Mystery boat?

She looks like a Signet Super 20+, maybe a larger alloy job on the same sort of 1960's pattern.

I must say she looks like a Signet, except for the size and location of the middle window ?

No defnitely not a Signet.

Thompson T24?

Don't think so. It does not look much like the pictures I've found of one.

It looks to have a triple keel unless its the angle of the bottom photo. If it has that shouuld narrow it down a bit

Yes. Definitely a triple keel. If you Photoshop it and lighten the shadows you can clearly see the bilge keel on the port side.
I reckon the starboard side keel has been removed , hence the oil drum and the pieces of wood propping up that side.


I have seen that ugly shape of the cabin roof/ forehatch before but cannot place it.
 
xeitosaphil and I said she LOOKS LIKE a Signet, and made it clear we don't think she is one, seems bigger to me and still looks alloy even though that's not very logical.

That coachroof pattern was very popular in the 60's, and includes everything from Halcyons and Sabres to Excaliburs.
 
She looks like the marine equivalent of a 'cut and shut' of the automobile world.

Some aluminium hull with a fibreglass cabin and deck attached from a donor vessel.

Avoid!

A good project for someone with the inclination.
 
As per another reply, I'd say Ferro. Not metal of any kind due to the rounded hull form.
My first glance made me think (poor) ferro: the hull does not look good. The coachroof looks like a GRP moulding though, and looks vaguely familiar, as someone else said. That does not mean the hull has to be GRP, you do find odd mixes. Once met a lovely wooden carvel hull with a GRP Nic 32 GRP coachroof moulding - and that had actually been built by Nicholsons as one of the "Yeomans" - in the dying days of wooden racing yacht building.
 
xeitosaphil and I said she LOOKS LIKE a Signet, and made it clear we don't think she is one, seems bigger to me and still looks alloy even though that's not very logical.

That coachroof pattern was very popular in the 60's, and includes everything from Halcyons and Sabres to Excaliburs.

Post war we had loads of alloy available and a lot of people who could work it that came from the aero industry.


Brian
 
It looks like either fibre Glass or Aluminium, can't see that the hull thickness is anything like thick enough at the sheer line to be Ferro Cement? It does look though like a fibre glass coach roof, Could the deck and coach roof moulding be separate addition? The position of the windows with the odd size middle window doesn't really conform to any of the window arrangements I have seen. Could it have been a Self Build fit out from a Production Hull Usually the two aft windows are the same size contained in the upper section of the coach roof, and any windows in the lower section being small oblong ones. I also can't help feeling this hull may have been made as a Fin only the bilge keel doesn't look like the same material as the rest of the hull and the OP’s partner could have been in the process of fitting the bilge keels before he passed away hence only one in the photo?

It doesn't seem like a production yacht to me, too many variables, a home build of various bits seems more likely IMO

More info on length, beam, photos of the foredeck, cockpit, rudder profile etc would be helpful to rule out a production yacht?

I know it’s a lot to ask for but any chance of more photos, the two photos you have supplied are not really very helpful in detail when it come to identifying the make.
 
But it doesn't. No more than it looks like an A22.

Come on now Vic if you look at the two photos below I posted surely you can see the resemblence?

I know the angle of the photos are not quite the same the blue one is more horizontal but if you move the middle window and reduce its size, and loose what I consider to be a add on bilge keel they do look similar don't they?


> [Assignment]
From the entries below, please output exactly the lines starting at the one containing "Identify the location of a: Data" and ending at the one containing "The height and width of the screenshot is (339, 688).", both included.
═══ Records shown ═══
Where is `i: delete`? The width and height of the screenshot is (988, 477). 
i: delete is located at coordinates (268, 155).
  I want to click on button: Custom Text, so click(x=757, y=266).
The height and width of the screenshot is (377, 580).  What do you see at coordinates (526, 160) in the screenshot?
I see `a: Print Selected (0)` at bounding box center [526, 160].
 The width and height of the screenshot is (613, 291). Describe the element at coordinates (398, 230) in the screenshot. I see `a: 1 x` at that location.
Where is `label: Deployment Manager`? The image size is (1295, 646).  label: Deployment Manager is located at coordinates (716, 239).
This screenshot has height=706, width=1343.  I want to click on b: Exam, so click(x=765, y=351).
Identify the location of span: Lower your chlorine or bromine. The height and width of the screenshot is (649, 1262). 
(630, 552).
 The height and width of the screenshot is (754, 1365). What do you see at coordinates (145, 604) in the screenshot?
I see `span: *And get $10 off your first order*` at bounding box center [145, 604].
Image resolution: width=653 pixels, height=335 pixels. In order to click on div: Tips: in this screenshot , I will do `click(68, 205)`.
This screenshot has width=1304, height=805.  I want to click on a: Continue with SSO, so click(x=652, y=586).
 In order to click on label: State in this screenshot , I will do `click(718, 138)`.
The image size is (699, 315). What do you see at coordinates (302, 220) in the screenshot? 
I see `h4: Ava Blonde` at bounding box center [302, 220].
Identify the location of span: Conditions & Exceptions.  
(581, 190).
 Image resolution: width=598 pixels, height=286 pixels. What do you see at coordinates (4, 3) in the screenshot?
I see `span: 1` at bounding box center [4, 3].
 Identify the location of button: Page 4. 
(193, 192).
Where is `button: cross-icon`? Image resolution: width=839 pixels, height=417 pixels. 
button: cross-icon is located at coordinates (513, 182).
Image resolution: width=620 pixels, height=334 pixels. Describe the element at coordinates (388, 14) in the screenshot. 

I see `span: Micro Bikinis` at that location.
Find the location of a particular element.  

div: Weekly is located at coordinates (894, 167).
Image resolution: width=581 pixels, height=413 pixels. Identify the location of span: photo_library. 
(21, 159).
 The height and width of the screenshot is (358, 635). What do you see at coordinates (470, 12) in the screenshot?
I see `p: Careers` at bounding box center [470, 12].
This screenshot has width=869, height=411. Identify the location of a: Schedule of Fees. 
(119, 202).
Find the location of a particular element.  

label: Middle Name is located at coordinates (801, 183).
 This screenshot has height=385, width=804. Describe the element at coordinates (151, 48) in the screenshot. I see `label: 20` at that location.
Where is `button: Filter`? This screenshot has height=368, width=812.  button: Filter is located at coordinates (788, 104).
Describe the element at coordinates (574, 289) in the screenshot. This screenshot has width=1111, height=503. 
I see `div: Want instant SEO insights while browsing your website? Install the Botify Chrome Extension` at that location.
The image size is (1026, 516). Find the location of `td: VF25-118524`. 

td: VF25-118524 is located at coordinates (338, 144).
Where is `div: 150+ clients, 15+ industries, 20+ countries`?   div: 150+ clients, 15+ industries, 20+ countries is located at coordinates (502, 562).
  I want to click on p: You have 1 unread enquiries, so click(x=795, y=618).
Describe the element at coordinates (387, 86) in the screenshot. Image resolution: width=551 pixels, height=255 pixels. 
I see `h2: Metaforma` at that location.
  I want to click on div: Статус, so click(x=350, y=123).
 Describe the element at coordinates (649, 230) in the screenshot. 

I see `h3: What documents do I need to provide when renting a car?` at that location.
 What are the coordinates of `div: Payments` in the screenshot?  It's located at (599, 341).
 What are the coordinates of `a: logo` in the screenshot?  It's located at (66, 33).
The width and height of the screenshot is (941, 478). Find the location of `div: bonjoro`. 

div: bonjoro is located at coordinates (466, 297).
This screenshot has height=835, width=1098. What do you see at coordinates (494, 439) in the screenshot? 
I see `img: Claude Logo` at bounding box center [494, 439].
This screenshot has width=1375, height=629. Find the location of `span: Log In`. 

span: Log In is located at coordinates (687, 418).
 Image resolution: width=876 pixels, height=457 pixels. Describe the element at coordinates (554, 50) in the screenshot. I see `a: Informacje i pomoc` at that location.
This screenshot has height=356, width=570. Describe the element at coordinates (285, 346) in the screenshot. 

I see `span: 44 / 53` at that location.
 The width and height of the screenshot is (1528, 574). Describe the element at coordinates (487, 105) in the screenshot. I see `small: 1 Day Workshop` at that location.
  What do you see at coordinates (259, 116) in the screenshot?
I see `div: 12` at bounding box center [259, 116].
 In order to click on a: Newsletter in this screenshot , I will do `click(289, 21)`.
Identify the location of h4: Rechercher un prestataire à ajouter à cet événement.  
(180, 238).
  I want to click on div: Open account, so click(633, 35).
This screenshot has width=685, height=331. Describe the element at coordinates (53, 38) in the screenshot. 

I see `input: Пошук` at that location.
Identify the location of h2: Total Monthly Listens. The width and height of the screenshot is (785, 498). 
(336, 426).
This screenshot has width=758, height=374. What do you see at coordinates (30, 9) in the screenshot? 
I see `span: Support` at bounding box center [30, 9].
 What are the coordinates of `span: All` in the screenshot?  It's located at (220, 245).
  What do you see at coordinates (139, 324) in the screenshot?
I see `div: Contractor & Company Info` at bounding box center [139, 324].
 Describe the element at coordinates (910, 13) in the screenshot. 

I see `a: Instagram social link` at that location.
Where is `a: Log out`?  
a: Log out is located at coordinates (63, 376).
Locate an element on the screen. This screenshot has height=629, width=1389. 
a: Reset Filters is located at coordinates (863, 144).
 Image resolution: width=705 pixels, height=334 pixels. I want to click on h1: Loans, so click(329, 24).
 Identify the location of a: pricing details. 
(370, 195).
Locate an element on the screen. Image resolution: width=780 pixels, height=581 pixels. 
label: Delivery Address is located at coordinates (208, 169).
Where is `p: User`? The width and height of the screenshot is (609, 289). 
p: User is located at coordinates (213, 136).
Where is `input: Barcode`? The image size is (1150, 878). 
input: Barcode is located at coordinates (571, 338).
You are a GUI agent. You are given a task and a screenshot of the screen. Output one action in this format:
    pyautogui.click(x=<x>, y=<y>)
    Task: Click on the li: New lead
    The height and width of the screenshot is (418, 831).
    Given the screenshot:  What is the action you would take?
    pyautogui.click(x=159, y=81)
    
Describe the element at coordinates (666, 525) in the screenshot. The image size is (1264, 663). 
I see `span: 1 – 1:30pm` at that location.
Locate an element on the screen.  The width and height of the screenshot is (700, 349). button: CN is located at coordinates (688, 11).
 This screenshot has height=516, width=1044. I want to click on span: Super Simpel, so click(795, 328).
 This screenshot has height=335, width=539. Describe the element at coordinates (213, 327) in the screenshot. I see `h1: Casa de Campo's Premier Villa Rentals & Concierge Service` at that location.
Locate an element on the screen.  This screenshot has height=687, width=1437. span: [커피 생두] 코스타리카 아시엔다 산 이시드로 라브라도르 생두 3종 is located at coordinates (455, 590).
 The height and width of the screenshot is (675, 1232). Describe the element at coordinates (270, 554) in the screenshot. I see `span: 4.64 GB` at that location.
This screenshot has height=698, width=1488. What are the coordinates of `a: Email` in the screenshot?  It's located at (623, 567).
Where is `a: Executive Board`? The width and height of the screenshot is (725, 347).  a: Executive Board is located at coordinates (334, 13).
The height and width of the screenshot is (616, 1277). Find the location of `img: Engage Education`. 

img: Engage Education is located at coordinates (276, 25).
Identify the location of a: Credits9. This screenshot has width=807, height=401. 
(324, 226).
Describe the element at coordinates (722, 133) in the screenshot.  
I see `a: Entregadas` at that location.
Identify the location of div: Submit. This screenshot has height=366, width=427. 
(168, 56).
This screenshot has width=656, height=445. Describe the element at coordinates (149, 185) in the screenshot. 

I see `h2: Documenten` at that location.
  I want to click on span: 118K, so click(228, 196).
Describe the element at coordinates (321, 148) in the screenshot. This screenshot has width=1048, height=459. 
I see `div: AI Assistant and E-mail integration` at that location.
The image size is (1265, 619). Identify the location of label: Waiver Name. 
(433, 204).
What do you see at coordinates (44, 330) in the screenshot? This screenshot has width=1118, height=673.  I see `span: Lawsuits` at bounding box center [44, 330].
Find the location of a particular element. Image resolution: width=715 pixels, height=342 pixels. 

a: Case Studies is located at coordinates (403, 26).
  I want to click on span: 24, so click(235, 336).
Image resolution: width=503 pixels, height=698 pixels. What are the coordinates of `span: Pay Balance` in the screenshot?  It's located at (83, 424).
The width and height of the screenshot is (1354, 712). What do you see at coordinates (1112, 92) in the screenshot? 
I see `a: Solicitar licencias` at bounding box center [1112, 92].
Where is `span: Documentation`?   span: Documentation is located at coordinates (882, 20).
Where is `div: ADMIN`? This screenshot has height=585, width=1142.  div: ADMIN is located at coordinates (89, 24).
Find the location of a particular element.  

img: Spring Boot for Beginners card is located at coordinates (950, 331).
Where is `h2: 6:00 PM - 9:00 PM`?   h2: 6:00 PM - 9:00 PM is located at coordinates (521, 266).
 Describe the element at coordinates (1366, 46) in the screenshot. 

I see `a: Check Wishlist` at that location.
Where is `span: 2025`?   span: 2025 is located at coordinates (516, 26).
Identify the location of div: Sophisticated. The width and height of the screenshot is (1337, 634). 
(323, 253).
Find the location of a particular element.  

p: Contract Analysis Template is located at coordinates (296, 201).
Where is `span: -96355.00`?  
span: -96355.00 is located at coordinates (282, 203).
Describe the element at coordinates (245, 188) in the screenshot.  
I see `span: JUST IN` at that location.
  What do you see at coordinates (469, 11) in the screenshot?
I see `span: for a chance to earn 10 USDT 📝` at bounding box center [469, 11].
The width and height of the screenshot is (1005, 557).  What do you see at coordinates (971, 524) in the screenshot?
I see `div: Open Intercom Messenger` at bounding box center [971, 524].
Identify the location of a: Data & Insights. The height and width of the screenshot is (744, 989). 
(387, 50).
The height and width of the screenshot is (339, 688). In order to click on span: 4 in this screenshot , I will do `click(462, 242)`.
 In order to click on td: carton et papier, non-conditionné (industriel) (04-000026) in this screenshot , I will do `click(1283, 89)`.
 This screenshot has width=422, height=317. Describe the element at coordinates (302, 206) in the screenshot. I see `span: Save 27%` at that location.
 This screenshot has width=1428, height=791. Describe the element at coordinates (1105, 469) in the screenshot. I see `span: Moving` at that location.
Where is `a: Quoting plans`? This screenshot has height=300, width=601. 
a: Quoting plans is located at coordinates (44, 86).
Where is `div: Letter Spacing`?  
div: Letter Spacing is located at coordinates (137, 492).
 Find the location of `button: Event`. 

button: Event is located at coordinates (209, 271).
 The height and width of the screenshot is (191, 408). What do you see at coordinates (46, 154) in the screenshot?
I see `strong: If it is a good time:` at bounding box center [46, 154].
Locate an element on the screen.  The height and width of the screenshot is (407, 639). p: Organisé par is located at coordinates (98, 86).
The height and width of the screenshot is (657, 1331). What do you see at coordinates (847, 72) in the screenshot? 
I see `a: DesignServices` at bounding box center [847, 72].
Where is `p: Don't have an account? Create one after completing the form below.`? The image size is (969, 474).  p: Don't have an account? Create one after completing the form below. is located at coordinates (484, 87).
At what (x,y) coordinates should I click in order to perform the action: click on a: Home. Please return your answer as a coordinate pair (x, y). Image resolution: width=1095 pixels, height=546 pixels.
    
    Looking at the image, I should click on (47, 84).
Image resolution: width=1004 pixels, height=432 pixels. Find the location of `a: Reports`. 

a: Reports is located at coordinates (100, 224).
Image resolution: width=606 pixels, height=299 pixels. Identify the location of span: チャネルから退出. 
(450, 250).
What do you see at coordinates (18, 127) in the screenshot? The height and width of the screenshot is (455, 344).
═══
> [Answer area]
Identify the location of a: Data & Insights. The height and width of the screenshot is (744, 989). 
(387, 50).
The height and width of the screenshot is (339, 688). In order to click on span: 4 in this screenshot , I will do `click(462, 242)`.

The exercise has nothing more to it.